The Cancer Research Campaign has appealed to all breast cancer experts in the United Kingdom to take part in a huge trial of the drug tamoxifen, writes Aisling Irwin.
The trial, which aims to reach 20,000 women, will be the world's largest cancer treatment trial, the CRC claims. Such numbers render a trial very statistically powerful and have been used in cardiovascular trials.
Tamoxifen is a relatively new drug given to women who have had surgery for breast cancer. It delays recurrence of the disease and prolongs survival. But at present it is only given for two years. Scientists want to know whether giving the drug for five years enables women to survive even longer. If there was improved remission this would have to be balanced against any side-effects from five years on the drug, which may cause endometrial and liver cancers.
The trial depends crucially on finding enough cancer experts to take part, said David Kerr, clinical director of the CRC Institute for Cancer Studies at Birmingham University.
"If anybody can pull it off we can," he said. "But we do feel there's a question mark about it." As a carrot, the CRC has said that any collaborator will be included as an author on the resulting papers, a privilege normally reserved for the organisers of a study, who include Helena Earl of the Birmingham Institute, and Martin Lee, of Dudley Road Hospital, Birmingham.
Collaborators are also being told that all they have to do after registering the women is to tick a box once a year, to say whether or not the women are still alive.
The trial differs from a controversial tamoxifen trial which began several years ago, run by the two major cancer charities. In this, women with no breast cancer but a family history of the disease are given the drug as a preventative measure. Ann Oakley, sociologist at the Institute of Education, who criticised the earlier trial, said that the new trial did not raise such issues. But she said that women should be properly informed about the risks of the drug.
Professor Kerr said: "We're being very honest, saying that we don't know how long women should be treated for. We need this information. We have reached a fork in the road in terms of developing tamoxifen. But we mustn't overplay the problems of endometrial cancer. We don't feel there's an awful ethical dilemma here."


EXERCISE INSTRUCTIONS » Skip all pictures; return exactly the lines from the one containing "Decompose this screenshot" through the end of the data.

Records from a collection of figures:
────────────────

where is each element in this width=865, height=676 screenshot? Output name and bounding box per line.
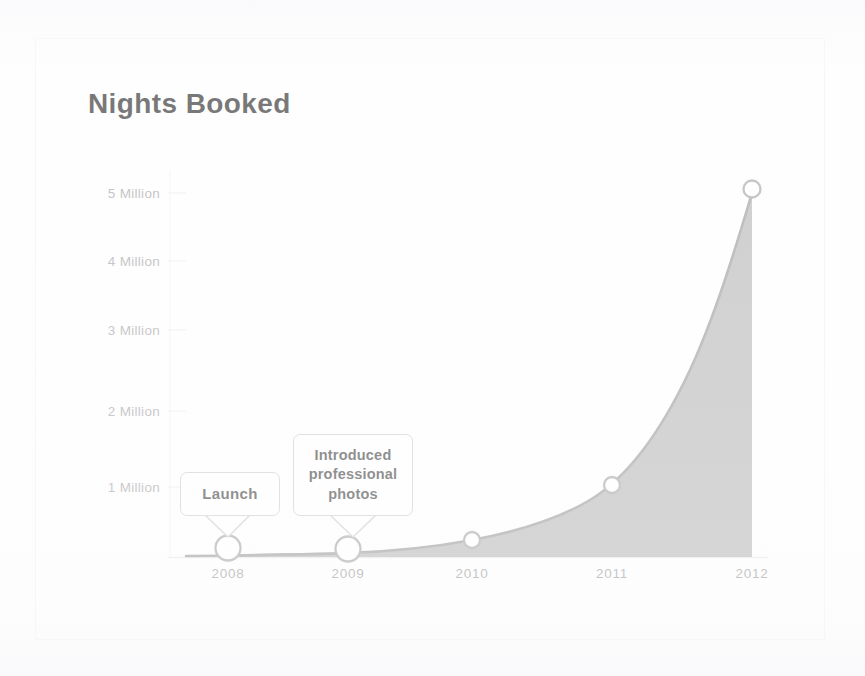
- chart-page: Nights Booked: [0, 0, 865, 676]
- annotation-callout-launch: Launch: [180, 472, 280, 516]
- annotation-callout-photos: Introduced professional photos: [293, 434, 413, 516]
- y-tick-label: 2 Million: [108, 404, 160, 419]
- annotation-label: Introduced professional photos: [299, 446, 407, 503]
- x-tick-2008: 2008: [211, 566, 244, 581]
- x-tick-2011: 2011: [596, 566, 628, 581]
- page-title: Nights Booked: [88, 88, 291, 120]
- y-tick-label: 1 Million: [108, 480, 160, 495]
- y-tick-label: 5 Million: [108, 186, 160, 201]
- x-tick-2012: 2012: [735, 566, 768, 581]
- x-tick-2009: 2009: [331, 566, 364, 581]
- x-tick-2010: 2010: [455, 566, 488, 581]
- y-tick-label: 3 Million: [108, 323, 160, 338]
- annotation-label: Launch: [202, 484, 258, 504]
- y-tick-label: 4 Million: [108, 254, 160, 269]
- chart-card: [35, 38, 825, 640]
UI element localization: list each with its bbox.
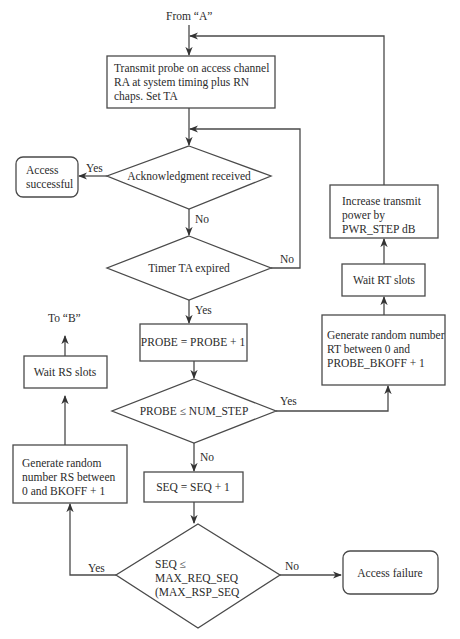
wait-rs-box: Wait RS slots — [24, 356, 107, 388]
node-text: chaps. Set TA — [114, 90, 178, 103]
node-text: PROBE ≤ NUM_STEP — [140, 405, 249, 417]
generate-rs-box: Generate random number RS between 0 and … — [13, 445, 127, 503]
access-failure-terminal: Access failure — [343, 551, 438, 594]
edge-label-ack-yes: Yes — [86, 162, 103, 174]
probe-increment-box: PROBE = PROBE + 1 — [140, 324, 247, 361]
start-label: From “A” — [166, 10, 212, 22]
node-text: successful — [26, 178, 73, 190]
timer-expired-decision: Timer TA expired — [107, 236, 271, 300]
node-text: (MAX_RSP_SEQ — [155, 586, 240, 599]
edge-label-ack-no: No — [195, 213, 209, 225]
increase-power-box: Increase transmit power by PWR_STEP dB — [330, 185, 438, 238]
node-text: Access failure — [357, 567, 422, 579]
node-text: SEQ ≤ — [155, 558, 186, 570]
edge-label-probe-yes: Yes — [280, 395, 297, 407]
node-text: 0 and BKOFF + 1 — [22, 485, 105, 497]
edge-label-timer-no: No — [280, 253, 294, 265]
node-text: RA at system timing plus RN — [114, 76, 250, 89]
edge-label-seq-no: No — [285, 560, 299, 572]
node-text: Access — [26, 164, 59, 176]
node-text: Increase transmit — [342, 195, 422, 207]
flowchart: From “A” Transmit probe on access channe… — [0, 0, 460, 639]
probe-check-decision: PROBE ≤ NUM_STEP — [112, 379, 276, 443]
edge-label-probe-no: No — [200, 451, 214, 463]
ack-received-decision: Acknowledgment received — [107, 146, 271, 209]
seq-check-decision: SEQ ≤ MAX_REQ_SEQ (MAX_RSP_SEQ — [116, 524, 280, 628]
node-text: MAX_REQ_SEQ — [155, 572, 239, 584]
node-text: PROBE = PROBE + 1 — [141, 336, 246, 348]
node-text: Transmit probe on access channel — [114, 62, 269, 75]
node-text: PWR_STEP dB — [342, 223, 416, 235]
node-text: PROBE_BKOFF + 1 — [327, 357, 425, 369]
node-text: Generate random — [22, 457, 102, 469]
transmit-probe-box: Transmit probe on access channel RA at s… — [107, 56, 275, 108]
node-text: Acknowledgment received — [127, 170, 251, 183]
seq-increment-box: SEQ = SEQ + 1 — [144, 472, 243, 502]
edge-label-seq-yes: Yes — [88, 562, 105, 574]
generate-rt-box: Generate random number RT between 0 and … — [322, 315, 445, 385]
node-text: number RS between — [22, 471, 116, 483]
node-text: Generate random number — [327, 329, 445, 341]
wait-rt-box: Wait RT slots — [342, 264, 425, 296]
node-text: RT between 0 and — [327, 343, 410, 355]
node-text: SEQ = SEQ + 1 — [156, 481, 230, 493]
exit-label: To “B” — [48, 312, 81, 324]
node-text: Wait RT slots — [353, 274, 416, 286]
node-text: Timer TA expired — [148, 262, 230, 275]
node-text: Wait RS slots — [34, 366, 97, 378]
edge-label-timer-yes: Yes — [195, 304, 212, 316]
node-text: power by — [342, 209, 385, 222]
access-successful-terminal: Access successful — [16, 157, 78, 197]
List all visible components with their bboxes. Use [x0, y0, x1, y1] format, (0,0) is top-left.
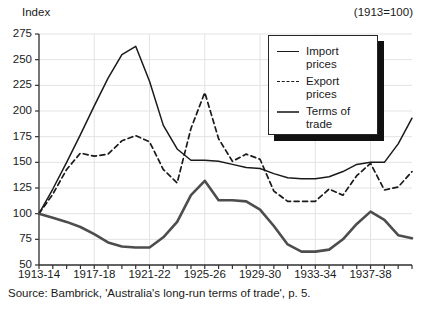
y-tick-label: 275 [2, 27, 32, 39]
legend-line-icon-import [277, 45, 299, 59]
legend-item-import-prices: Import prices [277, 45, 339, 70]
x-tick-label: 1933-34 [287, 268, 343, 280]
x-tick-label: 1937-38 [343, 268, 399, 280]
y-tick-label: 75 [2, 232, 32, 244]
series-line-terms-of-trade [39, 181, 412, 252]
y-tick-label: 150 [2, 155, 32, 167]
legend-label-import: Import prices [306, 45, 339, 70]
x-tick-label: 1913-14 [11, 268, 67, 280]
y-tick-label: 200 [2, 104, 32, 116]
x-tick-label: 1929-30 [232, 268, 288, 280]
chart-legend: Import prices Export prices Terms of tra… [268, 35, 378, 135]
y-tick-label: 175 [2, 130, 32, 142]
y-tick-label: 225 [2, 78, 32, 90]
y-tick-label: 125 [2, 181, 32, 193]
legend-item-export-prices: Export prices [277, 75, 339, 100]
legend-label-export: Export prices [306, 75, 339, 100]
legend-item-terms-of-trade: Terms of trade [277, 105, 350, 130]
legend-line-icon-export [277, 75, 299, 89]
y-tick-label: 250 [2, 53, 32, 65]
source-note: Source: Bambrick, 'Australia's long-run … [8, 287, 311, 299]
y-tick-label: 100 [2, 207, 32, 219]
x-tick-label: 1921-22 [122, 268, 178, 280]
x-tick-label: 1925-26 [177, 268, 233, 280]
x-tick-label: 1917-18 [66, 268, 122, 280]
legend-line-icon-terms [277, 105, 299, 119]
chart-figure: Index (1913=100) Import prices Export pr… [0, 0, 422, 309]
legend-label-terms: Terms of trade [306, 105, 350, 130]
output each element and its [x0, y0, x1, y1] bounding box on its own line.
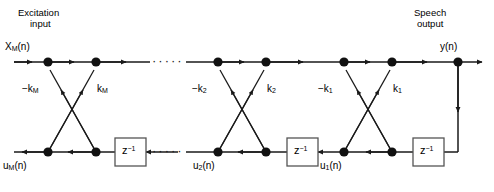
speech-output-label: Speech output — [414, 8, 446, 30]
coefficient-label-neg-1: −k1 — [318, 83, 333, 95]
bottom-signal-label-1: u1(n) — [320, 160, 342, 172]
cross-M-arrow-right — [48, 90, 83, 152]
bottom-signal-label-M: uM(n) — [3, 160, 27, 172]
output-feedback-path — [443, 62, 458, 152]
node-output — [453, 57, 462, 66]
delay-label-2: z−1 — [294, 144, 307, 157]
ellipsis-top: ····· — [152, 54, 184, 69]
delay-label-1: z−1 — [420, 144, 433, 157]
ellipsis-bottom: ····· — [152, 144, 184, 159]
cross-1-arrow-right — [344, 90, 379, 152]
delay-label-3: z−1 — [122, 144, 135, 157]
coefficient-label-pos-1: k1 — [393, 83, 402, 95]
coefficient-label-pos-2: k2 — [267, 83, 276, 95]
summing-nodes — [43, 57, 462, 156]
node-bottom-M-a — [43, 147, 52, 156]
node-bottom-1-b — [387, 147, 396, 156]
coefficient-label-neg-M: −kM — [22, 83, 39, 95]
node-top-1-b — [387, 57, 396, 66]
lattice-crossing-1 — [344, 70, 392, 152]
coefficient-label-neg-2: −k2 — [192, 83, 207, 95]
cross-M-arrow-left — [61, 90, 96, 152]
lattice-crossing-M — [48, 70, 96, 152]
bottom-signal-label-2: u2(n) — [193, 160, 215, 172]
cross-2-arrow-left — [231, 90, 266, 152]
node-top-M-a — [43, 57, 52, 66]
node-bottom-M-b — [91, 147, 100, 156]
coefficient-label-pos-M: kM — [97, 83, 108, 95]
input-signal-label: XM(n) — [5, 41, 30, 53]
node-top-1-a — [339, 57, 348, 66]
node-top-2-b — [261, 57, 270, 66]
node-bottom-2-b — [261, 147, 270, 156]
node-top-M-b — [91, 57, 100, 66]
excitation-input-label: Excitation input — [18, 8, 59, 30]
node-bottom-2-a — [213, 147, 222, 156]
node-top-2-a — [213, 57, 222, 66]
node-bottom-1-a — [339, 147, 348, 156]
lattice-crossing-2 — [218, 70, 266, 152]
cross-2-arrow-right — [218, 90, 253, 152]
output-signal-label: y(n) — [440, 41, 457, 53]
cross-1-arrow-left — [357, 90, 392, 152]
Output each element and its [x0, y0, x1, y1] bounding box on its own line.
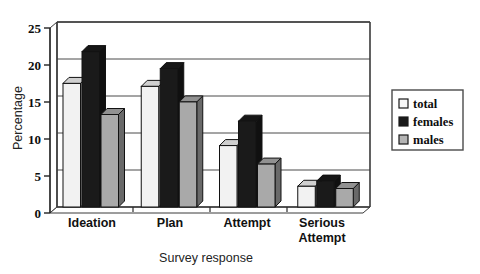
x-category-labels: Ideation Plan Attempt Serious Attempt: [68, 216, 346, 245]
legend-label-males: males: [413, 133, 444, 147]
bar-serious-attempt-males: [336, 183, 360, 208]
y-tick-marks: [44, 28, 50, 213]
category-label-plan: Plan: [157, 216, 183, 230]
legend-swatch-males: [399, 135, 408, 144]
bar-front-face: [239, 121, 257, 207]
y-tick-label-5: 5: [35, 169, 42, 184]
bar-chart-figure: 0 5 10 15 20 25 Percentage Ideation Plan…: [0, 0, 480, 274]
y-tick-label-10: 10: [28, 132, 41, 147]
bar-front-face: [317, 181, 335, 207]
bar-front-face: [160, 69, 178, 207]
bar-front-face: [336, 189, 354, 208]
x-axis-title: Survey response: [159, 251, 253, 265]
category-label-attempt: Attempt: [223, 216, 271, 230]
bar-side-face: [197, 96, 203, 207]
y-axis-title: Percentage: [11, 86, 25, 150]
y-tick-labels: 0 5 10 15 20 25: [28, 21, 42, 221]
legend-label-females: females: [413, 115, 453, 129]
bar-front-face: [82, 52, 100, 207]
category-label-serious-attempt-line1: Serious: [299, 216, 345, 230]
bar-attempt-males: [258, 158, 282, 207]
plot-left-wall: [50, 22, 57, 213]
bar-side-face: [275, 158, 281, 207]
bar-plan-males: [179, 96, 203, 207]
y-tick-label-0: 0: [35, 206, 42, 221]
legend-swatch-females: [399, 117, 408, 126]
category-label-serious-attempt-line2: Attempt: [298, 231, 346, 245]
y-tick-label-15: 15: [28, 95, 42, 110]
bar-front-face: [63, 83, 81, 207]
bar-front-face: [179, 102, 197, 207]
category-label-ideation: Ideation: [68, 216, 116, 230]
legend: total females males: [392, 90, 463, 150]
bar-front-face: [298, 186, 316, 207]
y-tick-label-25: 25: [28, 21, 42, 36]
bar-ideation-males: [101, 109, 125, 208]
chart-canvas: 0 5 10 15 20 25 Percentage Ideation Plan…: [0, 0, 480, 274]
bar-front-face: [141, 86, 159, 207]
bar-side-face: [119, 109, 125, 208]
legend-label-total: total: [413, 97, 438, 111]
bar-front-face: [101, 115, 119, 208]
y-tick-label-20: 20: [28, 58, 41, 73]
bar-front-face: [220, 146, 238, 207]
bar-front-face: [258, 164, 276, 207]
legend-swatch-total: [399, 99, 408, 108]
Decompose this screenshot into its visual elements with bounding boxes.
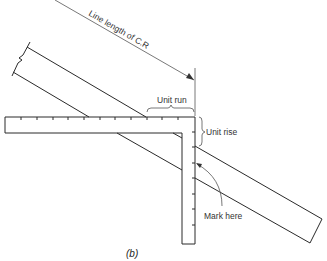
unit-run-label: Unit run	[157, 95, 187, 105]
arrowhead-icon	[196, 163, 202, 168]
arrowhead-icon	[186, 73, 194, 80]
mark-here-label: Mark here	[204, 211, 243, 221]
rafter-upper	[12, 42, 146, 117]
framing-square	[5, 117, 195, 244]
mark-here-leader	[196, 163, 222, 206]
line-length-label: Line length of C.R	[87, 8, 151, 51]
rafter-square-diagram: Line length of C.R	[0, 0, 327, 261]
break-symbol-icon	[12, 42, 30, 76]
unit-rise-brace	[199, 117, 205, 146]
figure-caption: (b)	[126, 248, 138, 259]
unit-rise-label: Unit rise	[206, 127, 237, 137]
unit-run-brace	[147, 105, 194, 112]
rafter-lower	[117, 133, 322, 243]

────────────────

TASK RESULT »
Decompose this screenshot into its visual elements with bounding boxes.
unit-run-label: Unit run	[157, 95, 187, 105]
arrowhead-icon	[196, 163, 202, 168]
arrowhead-icon	[186, 73, 194, 80]
mark-here-label: Mark here	[204, 211, 243, 221]
rafter-upper	[12, 42, 146, 117]
framing-square	[5, 117, 195, 244]
mark-here-leader	[196, 163, 222, 206]
line-length-label: Line length of C.R	[87, 8, 151, 51]
rafter-square-diagram: Line length of C.R	[0, 0, 327, 261]
break-symbol-icon	[12, 42, 30, 76]
unit-rise-brace	[199, 117, 205, 146]
figure-caption: (b)	[126, 248, 138, 259]
unit-rise-label: Unit rise	[206, 127, 237, 137]
unit-run-brace	[147, 105, 194, 112]
rafter-lower	[117, 133, 322, 243]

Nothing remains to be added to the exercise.